Daily Archives: July 10, 2006

A Threefold Cord?

Well, this past week has sure been one for news. First, ++Akinola warns that if things don’t change and soon he’ll create a rival Lambeth and now the C of E has stated that there is no theological bar to episcopal consecration of women. As with +(+)Schori, it is now only a matter of time before we have a female Archbishop of Canterbury. As a result, FiF UK is even now making plans to bail.

In all honesty, I can’t see how the center can hold. The notion of an international communion held together by affection rather than doctrinal confessions has failed. I pray that this is defeatism talking and that I will be proven wrong–but I just can’t see from where I sit now. My crystal ball suggests not a Conservative Communion and a Liberal Communion arising out of this. What ever arises will be more messy. Why? ++Akinola is a protestant. Recent convert to Catholicism Peregrinator from Canterbury Tales made this comment on a discussion at Texanglican’s place:

The Episcopal Diocese of Fort Worth is going to have to remove their tabernacles, melt down their monstrances, and hide their rosaries if their going to process to the altar, I mean, holy table with Akinola.

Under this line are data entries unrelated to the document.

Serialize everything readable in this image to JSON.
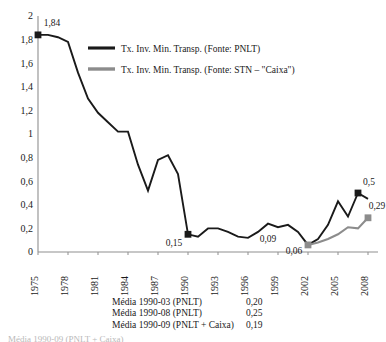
{
  "chart_data": {
    "type": "line",
    "title": "",
    "xlabel": "",
    "ylabel": "",
    "grid": false,
    "legend_position": "top-center",
    "xlim": [
      1975,
      2009
    ],
    "ylim": [
      0,
      2
    ],
    "ytick_labels": [
      "0",
      "0,2",
      "0,4",
      "0,6",
      "0,8",
      "1",
      "1,2",
      "1,4",
      "1,6",
      "1,8",
      "2"
    ],
    "ytick_values": [
      0,
      0.2,
      0.4,
      0.6,
      0.8,
      1,
      1.2,
      1.4,
      1.6,
      1.8,
      2
    ],
    "xtick_labels": [
      "1975",
      "1978",
      "1981",
      "1984",
      "1987",
      "1990",
      "1993",
      "1996",
      "1999",
      "2002",
      "2005",
      "2008"
    ],
    "xtick_values": [
      1975,
      1978,
      1981,
      1984,
      1987,
      1990,
      1993,
      1996,
      1999,
      2002,
      2005,
      2008
    ],
    "series": [
      {
        "name": "Tx. Inv. Min. Transp. (Fonte: PNLT)",
        "color": "#1a1a1a",
        "x": [
          1975,
          1976,
          1977,
          1978,
          1979,
          1980,
          1981,
          1982,
          1983,
          1984,
          1985,
          1986,
          1987,
          1988,
          1989,
          1990,
          1991,
          1992,
          1993,
          1994,
          1995,
          1996,
          1997,
          1998,
          1999,
          2000,
          2001,
          2002,
          2003,
          2004,
          2005,
          2006,
          2007,
          2008
        ],
        "values": [
          1.84,
          1.84,
          1.82,
          1.78,
          1.52,
          1.3,
          1.18,
          1.1,
          1.02,
          1.02,
          0.74,
          0.52,
          0.78,
          0.82,
          0.66,
          0.15,
          0.13,
          0.2,
          0.2,
          0.17,
          0.13,
          0.12,
          0.17,
          0.24,
          0.21,
          0.23,
          0.17,
          0.06,
          0.11,
          0.23,
          0.43,
          0.3,
          0.5,
          0.45
        ]
      },
      {
        "name": "Tx. Inv. Min. Transp. (Fonte: STN – \"Caixa\")",
        "color": "#8c8c8c",
        "x": [
          2002,
          2003,
          2004,
          2005,
          2006,
          2007,
          2008
        ],
        "values": [
          0.06,
          0.08,
          0.11,
          0.15,
          0.21,
          0.2,
          0.29
        ]
      }
    ],
    "point_labels": [
      {
        "text": "1,84",
        "x": 1975,
        "y": 1.84,
        "marker": true,
        "marker_color": "#1a1a1a",
        "dx": 14,
        "dy": -9
      },
      {
        "text": "0,15",
        "x": 1990,
        "y": 0.15,
        "marker": true,
        "marker_color": "#1a1a1a",
        "dx": -14,
        "dy": 12
      },
      {
        "text": "0,09",
        "x": 1998,
        "y": 0.24,
        "marker": false,
        "marker_color": "#1a1a1a",
        "dx": 0,
        "dy": 18
      },
      {
        "text": "0,06",
        "x": 2002,
        "y": 0.06,
        "marker": true,
        "marker_color": "#8c8c8c",
        "dx": -14,
        "dy": 9
      },
      {
        "text": "0,5",
        "x": 2007,
        "y": 0.5,
        "marker": true,
        "marker_color": "#1a1a1a",
        "dx": 11,
        "dy": -8
      },
      {
        "text": "0,29",
        "x": 2008,
        "y": 0.29,
        "marker": true,
        "marker_color": "#8c8c8c",
        "dx": 9,
        "dy": -9
      }
    ]
  },
  "legend": {
    "entries": [
      {
        "label": "Tx. Inv. Min. Transp. (Fonte: PNLT)",
        "color": "#1a1a1a"
      },
      {
        "label": "Tx. Inv. Min. Transp. (Fonte: STN – \"Caixa\")",
        "color": "#8c8c8c"
      }
    ]
  },
  "footnote": {
    "rows": [
      {
        "label": "Média 1990-03 (PNLT)",
        "value": "0,20"
      },
      {
        "label": "Média 1990-08 (PNLT)",
        "value": "0,25"
      },
      {
        "label": "Média 1990-09 (PNLT + Caixa)",
        "value": "0,19"
      }
    ]
  },
  "bottom_caption": {
    "text": "Média 1990-09 (PNLT + Caixa)"
  }
}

For Akinola, Anglo-Catholics are part of the problem, not part of the solution.

And he’s right.

FiF will not align with ++Akinola. Some probably will leave for Rome, but I can imagine an alternate structure being set up for English Anglo-Catholics that will reach out to American and other Anglo-Catholics (How does Archbishop of Walsingham sound?)

I see nothing less than three potential global Anglican bodies:

1. Canterbury and the former broad church wing–now the liberal wing.
2. An Evangelical Communion centered in the Global South.
3. An Anglo-Catholic wing, probably also centered in England.

Whether these potentialities become realities depends on a whole lot of things which cannot now be foreseen. Perhaps the most important involves who can–or will–reach out to the Continuum.

I said above that the collapse of the AC is perhaps the collapse of an international communion held together by affection rather than doctrinal confessions. Note what I said–and what I didn’t say. I didn’t say that this heralds the collapse of a communion held together by common prayer. Because we’re not. Our prayer internationally has not been common for the past 50 years or so. I believe that the Prayer Book and prayer book spirituality is the true hallmark of Anglicanism. What if we did commit ourselves to common prayer? What if we walked apart as bodies no longer of one mind but if we promised to one another to study how we can return to our common heritage of prayer?

Can the Anglican splinters still witness to the world a path to Christ through steadfast liturgical prayer?